Grade Point Scale Reference
Look up a letter grade and see its value on four common scales: unweighted 4.0, 4.33 with A+ extension, 5.0 weighted AP, and 100-point percentage.
What this reference shows
Pick a letter grade and the tool shows its value on four common scales: unweighted 4.0 (the US default), extended 4.33 (used by some colleges and graduate programs for A+), weighted AP 5.0 (a letter grade + 1.0 bonus for AP/IB courses), and the approximate percentage band the letter represents. This is a lookup tool, not a calculator — no math on your part.
The four scales, explained
Unweighted 4.0. The standard US convention: A = 4.0, B = 3.0, C = 2.0, D = 1.0, F = 0.0, with pluses and minuses at 0.3/0.7 offsets. A+ is treated the same as A — both earn 4.0. This is the scale almost every US high school uses for its baseline GPA, and the scale many selective colleges recalculate to for admissions.
Extended 4.33. Some colleges and graduate programs reward A+ with 4.33 instead of 4.0, letting top performers distinguish themselves above a straight-A baseline. The rest of the scale matches the unweighted 4.0 convention. This scale is most common at elite universities and in some graduate programs; your transcript may show values up to 4.33 if your institution uses it.
Weighted AP 5.0. Under the College Board's common weighting convention, a letter grade in an AP or IB course earns an extra +1.0 grade point. An A in AP Calculus counts as 5.0, a B as 4.0. Honors courses typically earn +0.5 under the same framework. This is the scale you see on weighted US high school transcripts that go "above 4.0".
Percentage bands. A common US convention maps A = 93–100, A- = 90–92, B+ = 87–89, B = 83–86, B- = 80–82, and so on in 3–4 point bands down to F below 60. Individual schools set their own cutoffs — some use A = 90+ or A = 94+. These bands are the most common US high school/college convention, not a universal rule.
Worked example
Consider a grade of B+. On the unweighted 4.0 scale it is worth 3.3. On the extended scale it remains 3.3 (the extended only affects A+). On the weighted AP 5.0 scale it counts as 4.3 if earned in an AP course. The percentage equivalent is 87–89%. These four numbers describe the same letter in four different academic reporting contexts — which one applies depends on whose transcript you are reading.
When to use which scale
- Unweighted 4.0: reporting your high school GPA on college applications; calculating basic class performance; comparing yourself across different institutions using a common denominator.
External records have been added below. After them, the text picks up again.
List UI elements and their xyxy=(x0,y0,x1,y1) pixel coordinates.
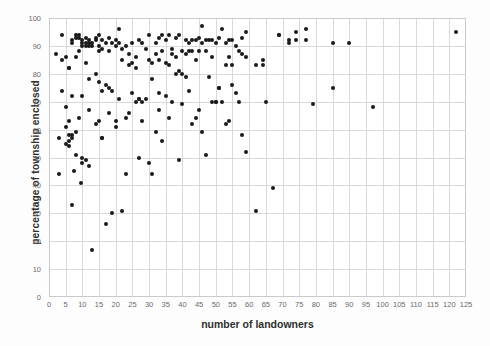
data-point xyxy=(234,91,238,95)
y-tick-label: 100 xyxy=(0,14,41,23)
x-tick-label: 105 xyxy=(393,300,406,309)
x-tick-label: 100 xyxy=(376,300,389,309)
data-point xyxy=(254,63,258,67)
data-point xyxy=(160,139,164,143)
y-tick-label: 50 xyxy=(0,153,41,162)
data-point xyxy=(107,49,111,53)
data-point xyxy=(164,38,168,42)
data-point xyxy=(184,75,188,79)
data-point xyxy=(164,94,168,98)
data-point xyxy=(150,77,154,81)
x-tick-label: 85 xyxy=(328,300,336,309)
data-point xyxy=(167,116,171,120)
data-point xyxy=(230,83,234,87)
data-point xyxy=(170,47,174,51)
data-point xyxy=(90,248,94,252)
plot-area xyxy=(49,18,466,297)
data-point xyxy=(347,41,351,45)
y-tick-label: 80 xyxy=(0,69,41,78)
data-point xyxy=(130,91,134,95)
x-tick-label: 45 xyxy=(195,300,203,309)
data-point xyxy=(174,55,178,59)
data-point xyxy=(87,164,91,168)
data-point xyxy=(100,47,104,51)
data-point xyxy=(210,55,214,59)
scatter-chart-figure: number of landowners percentage of towns… xyxy=(0,0,490,346)
data-point xyxy=(264,100,268,104)
y-tick-label: 70 xyxy=(0,97,41,106)
data-point xyxy=(331,41,335,45)
data-point xyxy=(180,102,184,106)
data-point xyxy=(150,172,154,176)
data-point xyxy=(240,133,244,137)
data-point xyxy=(134,55,138,59)
data-point xyxy=(157,91,161,95)
data-point xyxy=(147,161,151,165)
data-point xyxy=(294,38,298,42)
data-point xyxy=(200,41,204,45)
x-tick-label: 20 xyxy=(112,300,120,309)
data-point xyxy=(127,111,131,115)
data-point xyxy=(154,41,158,45)
data-point xyxy=(220,100,224,104)
data-point xyxy=(200,130,204,134)
data-point xyxy=(204,153,208,157)
data-point xyxy=(230,63,234,67)
data-point xyxy=(100,136,104,140)
data-point xyxy=(214,41,218,45)
data-point xyxy=(74,55,78,59)
data-point xyxy=(80,94,84,98)
data-point xyxy=(194,116,198,120)
data-point xyxy=(57,136,61,140)
data-point xyxy=(244,55,248,59)
data-point xyxy=(197,49,201,53)
data-point xyxy=(60,33,64,37)
data-point xyxy=(331,86,335,90)
data-point xyxy=(124,44,128,48)
data-point xyxy=(130,41,134,45)
data-point xyxy=(454,30,458,34)
data-point xyxy=(224,63,228,67)
x-tick-label: 40 xyxy=(178,300,186,309)
y-tick-label: 10 xyxy=(0,265,41,274)
data-point xyxy=(120,58,124,62)
data-point xyxy=(304,38,308,42)
x-tick-label: 15 xyxy=(95,300,103,309)
x-tick-label: 60 xyxy=(245,300,253,309)
data-point xyxy=(147,33,151,37)
data-point xyxy=(104,41,108,45)
data-point xyxy=(217,36,221,40)
data-point xyxy=(100,89,104,93)
data-point xyxy=(170,100,174,104)
data-point xyxy=(217,86,221,90)
data-point xyxy=(177,158,181,162)
data-point xyxy=(77,116,81,120)
data-point xyxy=(70,94,74,98)
data-point xyxy=(90,44,94,48)
data-point xyxy=(64,105,68,109)
x-tick-label: 65 xyxy=(262,300,270,309)
data-point xyxy=(220,27,224,31)
y-tick-label: 60 xyxy=(0,125,41,134)
x-tick-label: 125 xyxy=(460,300,473,309)
data-point xyxy=(254,209,258,213)
data-point xyxy=(230,38,234,42)
data-point xyxy=(70,203,74,207)
data-point xyxy=(311,102,315,106)
data-point xyxy=(287,41,291,45)
data-point xyxy=(117,27,121,31)
x-tick-label: 30 xyxy=(145,300,153,309)
data-point xyxy=(94,38,98,42)
data-point xyxy=(244,150,248,154)
data-point xyxy=(294,30,298,34)
data-point xyxy=(110,89,114,93)
data-point xyxy=(261,58,265,62)
data-point xyxy=(190,122,194,126)
data-point xyxy=(107,36,111,40)
data-point xyxy=(167,33,171,37)
x-tick-label: 50 xyxy=(212,300,220,309)
data-point xyxy=(197,108,201,112)
y-tick-label: 0 xyxy=(0,293,41,302)
data-point xyxy=(127,52,131,56)
data-point xyxy=(124,172,128,176)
- Extended 4.33: programs that explicitly use the extended scale (some Ivy League schools, many graduate programs). Check your institution's handbook before assuming A+ = 4.33.
- Weighted AP 5.0: schools that publish weighted GPAs, class-rank calculations that account for course rigor, and honor-roll or scholarship policies that explicitly cite a 5.0 scale.
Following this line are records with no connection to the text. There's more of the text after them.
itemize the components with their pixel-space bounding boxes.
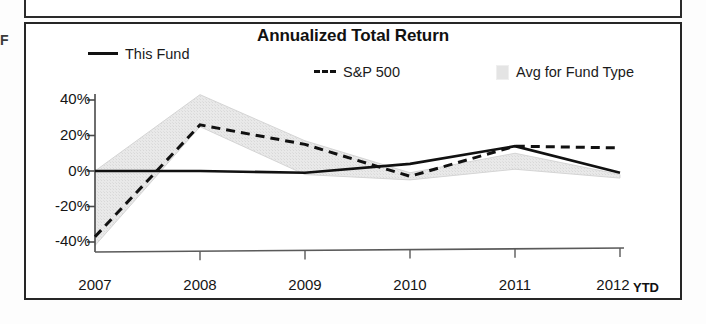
y-axis-label-minus-40: -40% bbox=[30, 232, 90, 249]
x-axis-label-2010: 2010 bbox=[375, 276, 445, 293]
annualized-total-return-chart-panel: Annualized Total Return This Fund S&P 50… bbox=[24, 22, 682, 300]
x-axis-label-ytd: YTD bbox=[633, 280, 659, 295]
x-axis-label-2008: 2008 bbox=[165, 276, 235, 293]
y-axis-label-40: 40% bbox=[30, 90, 90, 107]
x-axis-line bbox=[95, 248, 624, 252]
x-axis-label-2007: 2007 bbox=[60, 276, 130, 293]
x-axis-label-2009: 2009 bbox=[270, 276, 340, 293]
plot-area bbox=[26, 24, 684, 302]
scanned-page: F Annualized Total Return This Fund S&P … bbox=[0, 0, 706, 324]
y-axis-label-minus-20: -20% bbox=[30, 197, 90, 214]
margin-artifact-glyph: F bbox=[0, 31, 12, 49]
x-axis-label-2011: 2011 bbox=[480, 276, 550, 293]
x-axis-tick-marks bbox=[200, 248, 620, 260]
y-axis-label-0: 0% bbox=[30, 162, 90, 179]
upper-panel-bottom-edge bbox=[24, 0, 682, 18]
y-axis-label-20: 20% bbox=[30, 126, 90, 143]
- Percentage: individual assignment grading, international transcript conversion, and any context where numeric precision matters more than a letter grade.
Common misconceptions
The percentage bands are not universal. Schools publishing A = 90% or A = 94% are both common, and you cannot assume the band in the reference table applies to your institution. The same goes for weighting: some schools weight AP at +1.0 and Honors at +0.5; others weight Honors at 0 and AP at +1.0; a few weight AP at +0.5. Always check your school's published grading policy before translating a letter to a number.
What this tool is not
This is a reference, not a GPA calculator. It does not combine multiple courses or compute averages — for that, use the Unweighted GPA or Weighted GPA calculators. It is also not an international conversion tool: UK, Indian, European, and East Asian grading systems differ substantially from the US conventions shown here.